Wednesday, July 30, 2008

When in Chicago...

  • Editorial Assistant, Medical
  • Associate Development Editor, Architecture
  • Entry Level Copywriter, Web Writing
  • Research Associate
  • Technical Writer
  • Online Teaching, Composition
  • Composition Instructor

The following positions have been applied for. Now I wait. At the Logan Square Public Library until I receive an email. I wait. And I wait. The job hunt continues, and because I'm never sure when the WiFi signal here will diminish I cling to the web pages I have open and scour the job postings. In these 80% humidity days I also cling to the A/C.

I've been in Chicago a little over a week now; our super had to kick in our door after his elaborate assembly of picks and screwdrivers failed on move-in day. We still haven't heard back about our mailbox key. So, I sit and hope I'm not missing any important documents other than the mail that trickles through into the "junk mail" bin in my apartment's foyer. I read last night in the Newcomer's Guide to Chicago that the postal service here is notoriously poor. Apparently, decades ago a federal investigation of Chicago-area postal workers took place, finding "stacks and stacks" of undelivered mail littering the apartments and vehicles of those workers. So, if I miss that electricity bill I blame the postal service.

I've made a commitment to explore downtown since I'm less than a mile from the outskirts of skyscrapers, seen in all its glory from Wicker Park, two L stops away. When T & I were waiting on the L platform for our non-rush hour train to amble in I watched the Sears Tower light up as the smoggy dusk grew; damn those two little "antennae" sticking on the top... My commitment to downtown is spirited in intention but feeble in practice. I haven't yet seen Lake Michigan since I moved.

Mostly I stay around the apartment bemoaning the heat and writing a few tercets. I'm writing in smaller lines and stanzas now, mostly couplets and tercets. I have no idea what this means.

I'm reading Jorie Graham's The End of Beauty. While I don't particularly care for the initial poems' focus on Adam, Eve, Shadow, Truth and Beauty, a man's neck hair rising as he sits in the back of a cab that opens a later poem is killer. These poems are written in very long lines, lines that often lope on to a second line. She also uses numerals extensively, fracturing and enumerating experiences in her "Self Portrait" series, two things I've tried to use to some success (long lines-yes, numerals-no). I'm also reading Exiles, Ron Hansen's market paperback-feeling novel of Gerard Manley Hopkins' writing of "Wreck of the Deutschland". I think this perhaps-unfair labeling of tone/market fits the first chapter of the novel well but when he turns to novelize the lives of each of the five nuns who did die in the wreck, his exploration of 19th century religion and politics in and around Germany is fascinating and engaging. So is Hansen's portrayal of Hopkins' turn away from the Church of England to Roman Catholicism for many of the reasons (persecution, etc.) I would attribute to the reason for the opposite switch to the Church of England.

This brings me back to the devotion I now give job hunting. I've been fortunate enough to find a small group of former and current MFAers (from the Art Institute) that T knows. Four of them are currently unemployed. This makes for more group bemoaning, ending in the lament: "Well since the Trib laid off some journalists, our job marker is saturated..."

2 comments:

Trina said...

If it makes you feel any better, I lost a chance at a job I really wanted because of Prague.

Also, Seattle's mail sucks, too. We directed the P.O. to hold our mail while we were gone. They held our neighbors' mail, too. Then they didn't deliver it when we got back. Then they couldn't find it when we went to pick it up. Then they handed us a bin with not only our mail, but our neighbors' mail and a bunch of mail for random people throughout Seattle, which I'm pretty sure is against the law or some federal regulation. So now I have a pile of other peoples' porn and bills sitting in my apartment. Who knows how much of our stuff fell through the cracks...

But pay no attention to all this. Let it not feed your anxiety.

Glad to hear that you made it safely, that you're reading, that you're writing, that you're finding multiple jobs for which you want to apply. These are all good things.

am said...

i have an interview as a part-time swim coach tomorrow. let's cross our fingers. i have seven dollars now.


### [WHAT IS REQUIRED]
Across the entries below, tally every line that holds the string "orden" and reply with the number only.

Segment Start: MATERIAL FOR THIS EXERCISE

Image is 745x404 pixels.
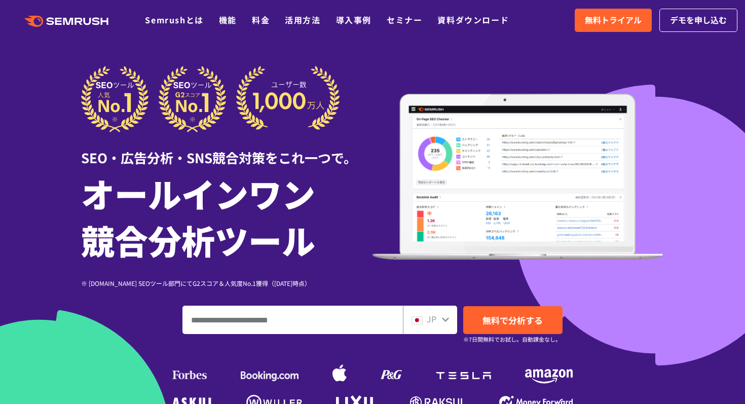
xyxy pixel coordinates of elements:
[252,14,270,26] a: 料金
[81,278,373,288] div: ※ [DOMAIN_NAME] SEOツール部門にてG2スコア＆人気度No.1獲得（[DATE]時点）
[463,335,561,344] small: ※7日間無料でお試し。自動課金なし。
[427,313,436,325] span: JP
[387,14,422,26] a: セミナー
[145,14,203,26] a: Semrushとは
[285,14,320,26] a: 活用方法
[483,314,543,326] span: 無料で分析する
[81,132,373,167] div: SEO・広告分析・SNS競合対策をこれ一つで。
[585,14,642,27] span: 無料トライアル
[670,14,727,27] span: デモを申し込む
[437,14,509,26] a: 資料ダウンロード
[336,14,372,26] a: 導入事例
[463,306,563,334] a: 無料で分析する
[659,9,737,32] a: デモを申し込む
[219,14,237,26] a: 機能
[81,170,373,263] h1: オールインワン 競合分析ツール
[183,306,402,333] input: ドメイン、キーワードまたはURLを入力してください
[575,9,652,32] a: 無料トライアル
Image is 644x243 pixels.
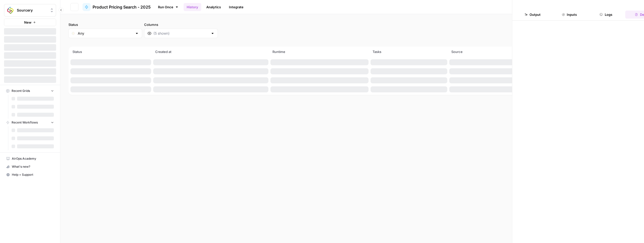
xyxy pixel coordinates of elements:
button: Recent Grids [4,87,56,95]
label: Status [68,22,142,27]
th: Status [70,46,152,58]
input: Any [78,31,133,36]
span: Product Pricing Search - 2025 [93,4,151,10]
a: Product Pricing Search - 2025 [83,3,151,11]
label: Columns [144,22,218,27]
button: Output [515,11,550,19]
span: Sourcery [17,8,47,13]
button: What's new? [4,163,56,171]
button: Help + Support [4,171,56,179]
th: Tasks [370,46,449,58]
button: Recent Workflows [4,119,56,126]
button: Workspace: Sourcery [4,4,56,17]
a: AirOps Academy [4,155,56,163]
a: Run Once [155,3,182,12]
span: AirOps Academy [12,157,54,161]
a: Analytics [203,3,224,11]
th: Source [449,46,540,58]
button: Logs [589,11,624,19]
span: New [24,20,31,25]
a: History [184,3,201,11]
button: New [4,19,56,26]
span: Recent Grids [12,88,30,94]
img: Sourcery Logo [6,6,15,15]
a: Integrate [226,3,247,11]
button: Inputs [552,11,587,19]
div: What's new? [4,163,56,170]
span: Help + Support [12,173,54,177]
input: (5 shown) [153,31,208,36]
th: Runtime [269,46,370,58]
span: Recent Workflows [12,120,38,125]
th: Created at [152,46,269,58]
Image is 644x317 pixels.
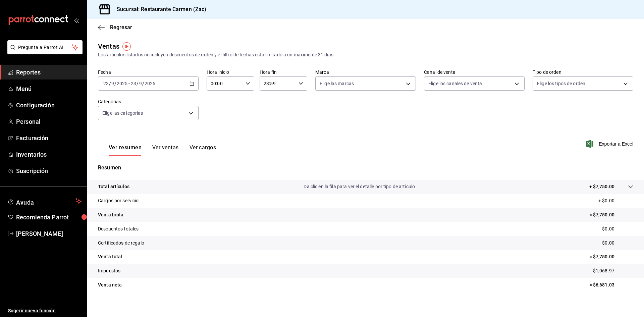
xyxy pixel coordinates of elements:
[600,226,634,233] p: - $0.00
[16,229,82,238] span: [PERSON_NAME]
[590,253,634,260] p: = $7,750.00
[74,17,79,23] button: open_drawer_menu
[16,166,82,176] span: Suscripción
[8,307,82,314] span: Sugerir nueva función
[16,134,82,142] span: Facturación
[591,268,634,275] p: - $1,068.97
[98,51,634,58] div: Los artículos listados no incluyen descuentos de orden y el filtro de fechas está limitado a un m...
[260,70,307,74] label: Hora fin
[103,81,109,86] input: --
[116,81,128,86] input: ----
[598,197,634,204] p: + $0.00
[590,212,634,219] p: = $7,750.00
[98,240,144,247] p: Certificados de regalo
[139,81,142,86] input: --
[109,81,111,86] span: /
[109,144,216,156] div: navigation tabs
[537,80,585,87] span: Elige los tipos de orden
[98,183,129,190] p: Total artículos
[102,110,143,116] span: Elige las categorías
[98,164,634,172] p: Resumen
[16,101,82,110] span: Configuración
[18,44,72,51] span: Pregunta a Parrot AI
[111,81,115,86] input: --
[320,80,354,87] span: Elige las marcas
[115,81,116,86] span: /
[16,117,82,126] span: Personal
[109,144,142,156] button: Ver resumen
[16,213,82,222] span: Recomienda Parrot
[16,68,82,77] span: Reportes
[152,144,179,156] button: Ver ventas
[144,81,155,86] input: ----
[315,70,416,74] label: Marca
[8,40,83,54] button: Pregunta a Parrot AI
[16,150,82,159] span: Inventarios
[600,240,634,247] p: - $0.00
[304,183,415,190] p: Da clic en la fila para ver el detalle por tipo de artículo
[424,70,525,74] label: Canal de venta
[98,268,121,275] p: Impuestos
[98,253,122,260] p: Venta total
[98,70,198,74] label: Fecha
[130,81,136,86] input: --
[16,197,73,206] span: Ayuda
[111,5,207,14] h3: Sucursal: Restaurante Carmen (Zac)
[16,84,82,94] span: Menú
[428,80,482,87] span: Elige los canales de venta
[98,41,120,51] div: Ventas
[122,42,131,51] img: Tooltip marker
[98,197,139,204] p: Cargos por servicio
[128,81,130,86] span: -
[98,212,123,219] p: Venta bruta
[590,183,615,190] p: + $7,750.00
[5,49,83,55] a: Pregunta a Parrot AI
[98,226,139,233] p: Descuentos totales
[587,140,634,148] button: Exportar a Excel
[207,70,254,74] label: Hora inicio
[110,24,132,30] span: Regresar
[98,100,198,104] label: Categorías
[136,81,139,86] span: /
[142,81,144,86] span: /
[98,24,132,30] button: Regresar
[98,282,122,289] p: Venta neta
[533,70,634,74] label: Tipo de orden
[590,282,634,289] p: = $6,681.03
[190,144,216,156] button: Ver cargos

Segment End: MATERIAL FOR THIS EXERCISE

### [RESPONSE TO THE TASK]
3